Compare and Distinguish

  • SLA vs SLO vs SLI
  • error budget vs uptime percentage
  • cascading failure vs correlated failure
  • gray failure vs partial failure
  • chaos experiment vs load test
  • circuit breaker vs timeout

Common Mistake Check

For each, identify the error:

  1. "Our SLO is 99.999% because that's what AWS offers."
  2. "Availability was 99.93% this month, so we're within the 99.9% SLO."
  3. "We have redundancy across three servers, so correlated failure is impossible."
  4. "Chaos engineering is just deliberately breaking things in production."
  5. "The dashboard is green so nothing is wrong."

SLI/SLO Drafting Exercise

Pick an API you know (or one of: user-facing search endpoint, checkout/payment API, file upload). For it, produce:

  1. Three candidate SLIs in the good_events / total_events form. Cover availability, latency, and one quality signal.
  2. A recommended SLO for each, with a measurement window (for example, rolling 30 days).
  3. The error budget calculation (in minutes over 30 days for availability, in percentage for latency).
  4. A burn-rate alert design: what multiple of the budget-burn rate triggers a page vs a ticket?
  5. One UX consideration that your SLIs miss and how you might capture it.

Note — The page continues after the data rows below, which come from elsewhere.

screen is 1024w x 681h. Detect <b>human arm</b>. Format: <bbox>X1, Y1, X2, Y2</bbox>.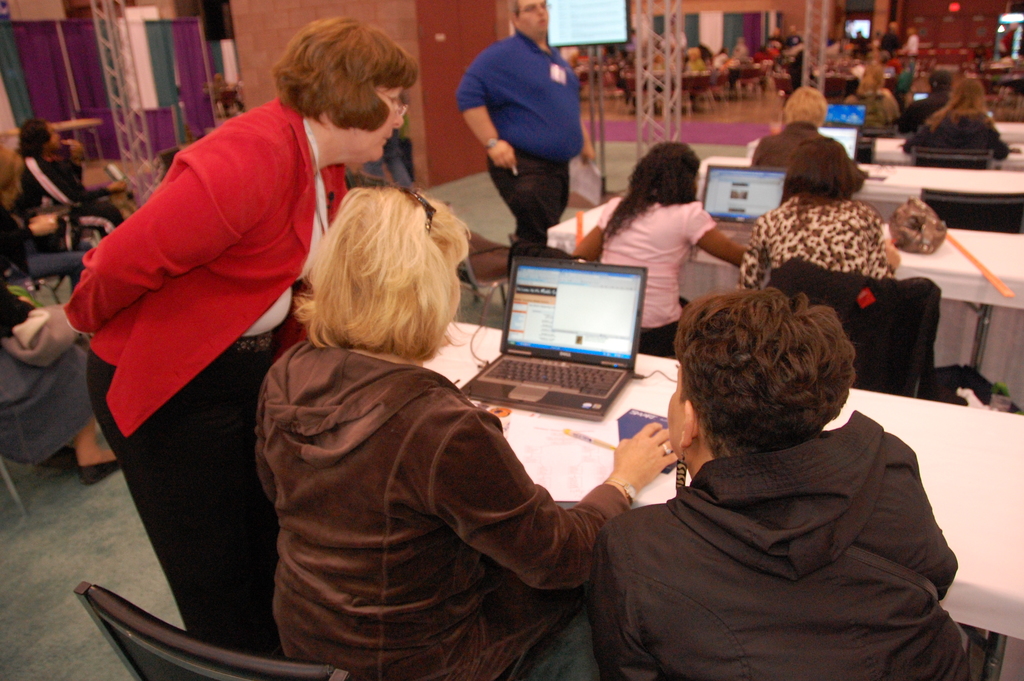
<bbox>460, 49, 525, 181</bbox>.
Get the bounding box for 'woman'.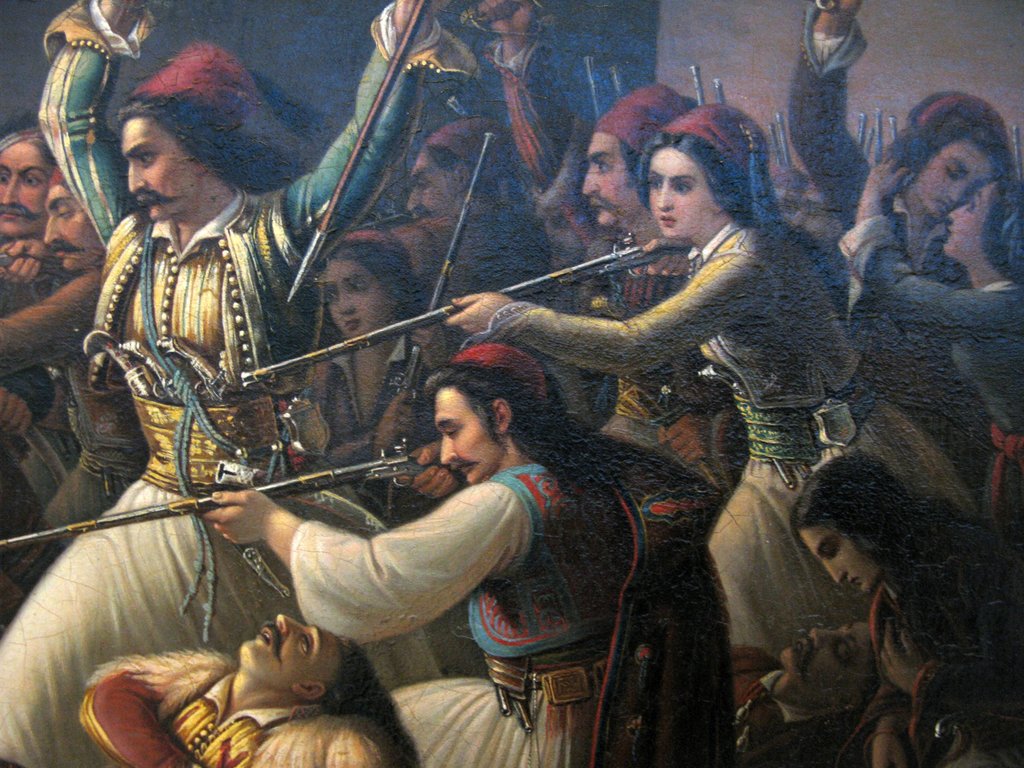
[831, 154, 1023, 529].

Failure-Mode Post-hoc Analysis

For each scenario, identify the dominant failure mode (cascading, correlated, or gray) and the single change that most reduces recurrence:

  1. A single slow downstream dependency causes thread pools to exhaust across all upstream callers; error rate climbs from 0% to 35% in five minutes.
  2. A bad deploy to three replicas of a stateless service is deployed simultaneously; all three crash-loop; the service is down for four minutes.
  3. The load balancer's health check passes (TCP connect works), but 30% of requests to one backend time out silently at 60s. The green dashboard hides the problem for two hours.
  4. A DNS misconfiguration affects every pod in a single region at once; no single pod is "broken."
  5. A Redis cluster upgrade triggers a five-minute connection-refuse burst on every client; an internal reconnect loop amplifies the load during the outage.

Chaos Experiment Design

Design, on paper, one chaos experiment for each of these:

  1. Network partition: partition a service from its database for 30 seconds.
  2. Latency injection: inject 500ms of latency into 5% of requests to the recommendation service.
  3. Instance termination: kill one of three instances of a stateful service.

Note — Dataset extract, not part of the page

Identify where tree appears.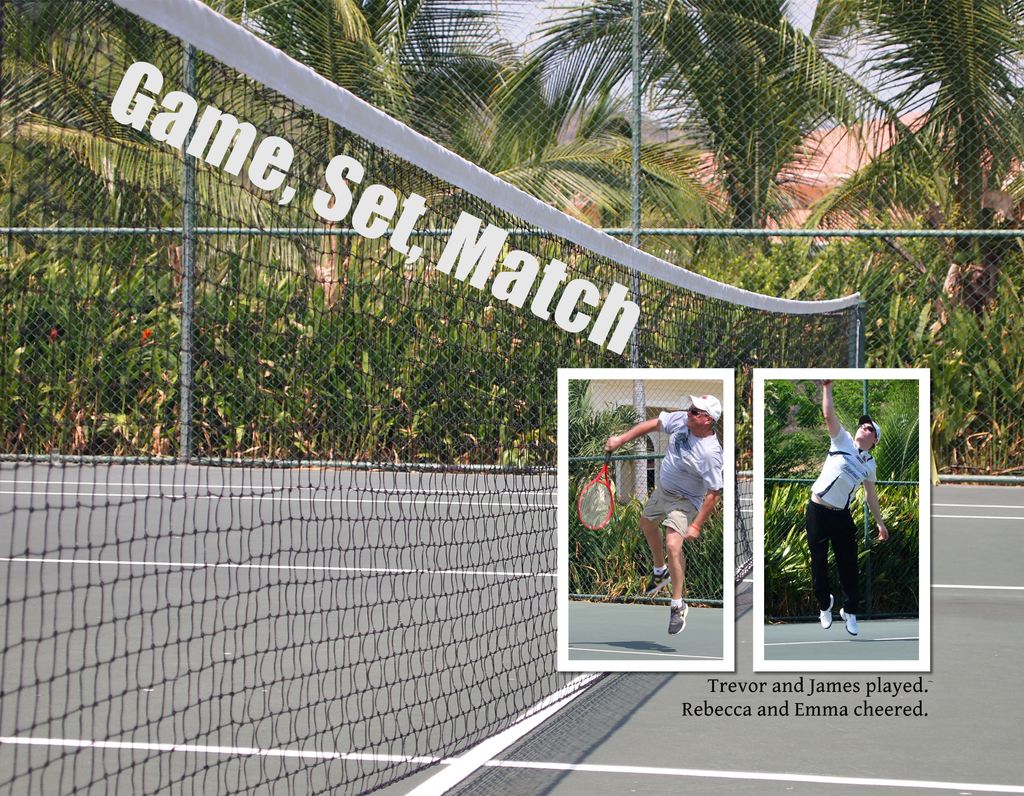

For each, specify: (a) hypothesis about steady state, (b) exact blast radius, (c) abort conditions, (d) expected signals to validate hypothesis, (e) rollback procedure.

Burn-Rate Alert Math

You have an SLO of 99.9% availability over 30 days. That's 43.2 minutes of budget.

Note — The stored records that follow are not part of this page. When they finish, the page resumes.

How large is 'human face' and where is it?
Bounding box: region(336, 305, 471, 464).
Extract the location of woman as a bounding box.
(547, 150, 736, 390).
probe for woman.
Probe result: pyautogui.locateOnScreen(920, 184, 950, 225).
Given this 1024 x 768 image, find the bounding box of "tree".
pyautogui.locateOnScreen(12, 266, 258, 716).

  1. You burn the entire budget in 1 hour. What is the burn rate (in "months of budget per hour" or equivalent)?
  2. Design a two-level alert: fast (page in minutes) and slow (ticket in hours). What burn-rate thresholds and windows would you use? Show the math.
  3. If the SLO is 99.99% instead (4.32 minutes of budget), how does your alert window change?
  4. Why does a slow burn over a week deserve a response even if it never "violates" the SLO this month?

Evidence Check

This practice page is complete only if you can:

  • Draft a well-formed SLI for a real service in under 5 minutes.
  • Compute an error budget and a burn-rate alert threshold from the SLO.
  • Classify a real incident into cascading/correlated/gray and name its dominant mitigation.
  • Design a chaos experiment with explicit hypothesis, blast radius, and abort criteria.